Conditions at Fredericksburg proved little better than at Karlshafn. Food was in short supply, and when the U. S. Army established Fort Martin Scott in 1849, impoverished German children often went there for food. Fritz Kothmann recalled that he and his brother, Dietrich, would walk eleven miles from Fredericksburg to the fort where they gathered "corn that was wasted in feeding the army horses" that they took home to make bread. This is confirmed by Heinrich Julius Behrens. Interviewed around 1920, Behrens stated, "Some days [we] didn't have anything to eat and very little to wear." He and other boys would each take a stocking and walk to the fort where they picked up grains of corn that the oxen and horses had scattered while they were eating. The kindly soldiers "would finish filling our pockets and stockings with corn." The situation was so bad that seven men, including Ernst Jordan, Gottfried Bader, and Ernst Dannheim, once walked from Fredericksburg to New Braunfels armed with clubs and demanded supplies.
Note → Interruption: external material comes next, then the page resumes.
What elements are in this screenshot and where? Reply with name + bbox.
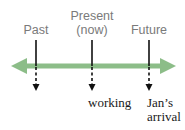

Fritz Kothmann never forgot his childhood poverty and spent the rest of his life in pursuit of wealth.

Famine was not the only unwelcome companion that accompanied the German settlers to Fredericksburg. With it came Karlshafn's epidemics. At New Braunfels one of the first public buildings erected was an orphanage to house children who had lost their parents. It was here that Jordan's daughter Mina died on November 5, 1846. During the winter of 1846–1847 a mob led by Rudolph Iwonski demanded Meusebach's removal and a replacement named to head the colony. The revolt failed, as did a similar mob action at Fredericksburg. At Fredericksburg, Meusebach was presented with a petition dated January 17, 1847, urging him not to resign for the good of the colony. It was signed by ninety-five settlers including some whose families are known to have been involved in the Hoo Doo War such as Gottfried Bader, Johann Adam Keller, Johann Keller, and Conrad Pluenneke. Notably absent are the signatures of Ernst Jordan, Heinrich Hoerster, and Heinrich Kothmann. Meusebach did resign on July 20, 1847. His efforts had saved the colony, but resentment against him lingered. In time the mob moved against him, and only his stature in the community saved his life.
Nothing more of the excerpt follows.